Judge O’Donnell offered these explanations:

  • Brelo had heard other officers shout that the occupants probably had loaded weapons;

  • Russell had travelled over 100 miles an hour during the chase, ignoring traffic lights, and had slammed into a police car in the parking lot;

  • By the end of the chase, Brelo was in a part of the city “unfamiliar to him,” and the entrance to the parking lot was a “dusty, dirty area” obscuring his vision;

  • Brelo thought he saw both people in the car holding something black in their hands;

  • Brelo acted in difficult conditions, with flashing lights and gunfire, which he described “as worse than being under attack from rockets and mortars while serving as a Marine in Iraq.”

Although Judge O’Donnell acknowledged that it is now known there was no gun in the car and Officer Brelo was mistaken about the origin of the gunshots, he declared that “it is Brelo’s perception of a threat that matters.” And that perception was justified because “the car was still running and to Brelo’s observation the occupants were still moving.” In effect, Judge O’Donnell blamed the victims for the their own deaths and exonerated Officer Brelo’s irrational fear and excessive use of violence.

As Charles F. Coleman noted in The Root:

In the past ten years, there have been 5,236 police shootings, including non-fatal shootings.
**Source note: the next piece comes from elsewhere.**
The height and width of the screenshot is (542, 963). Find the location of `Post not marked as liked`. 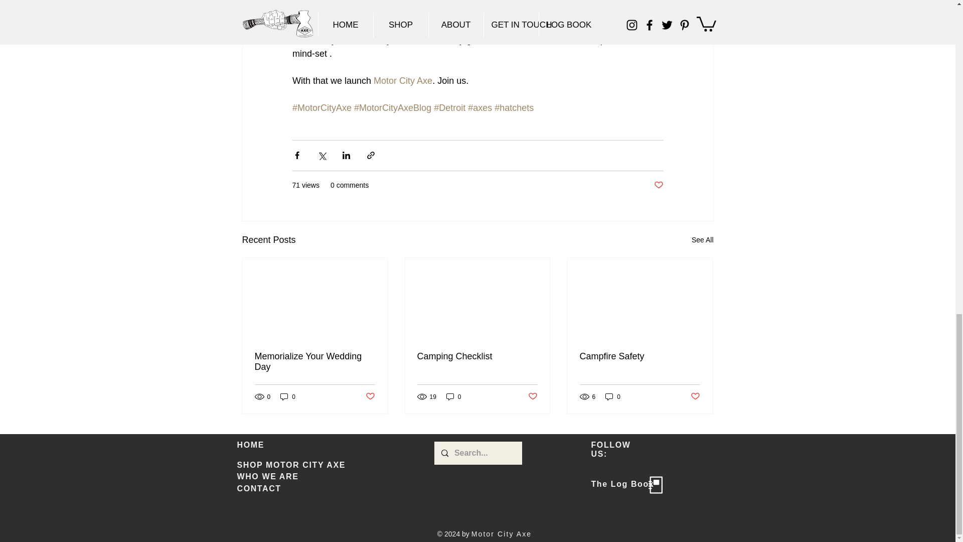

Post not marked as liked is located at coordinates (658, 185).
Of that total, only 21 officers have been convicted…That means an officer who shoots a civilian has .4% chance of being charged and convicted of a crime. Less than half of one percent chance. The numbers speak for themselves as evidence of a larger problem.”

How long will we as a nation allow this state-sanctioned violence to continue unchecked? How often must we witness perpetrators being exonerated while the unarmed victims are found guilty of being black? How much ‘proof’ does white America require to recognize that our justice system needs radical transformation — so that chokeholds, shooting fleeing suspects in the back, and firing 137 rounds into a parked car will no longer be sanctioned as a “constitutionally reasonable response”?

Once again, in Cleveland, the legacy of lynching was made manifest. Once again, no law enforcement officer was held accountable for an unspeakably excessive use of force in the deaths of unarmed black citizens. Once again, the message to police officers is clear: you may perpetrate these horrific acts with impunity.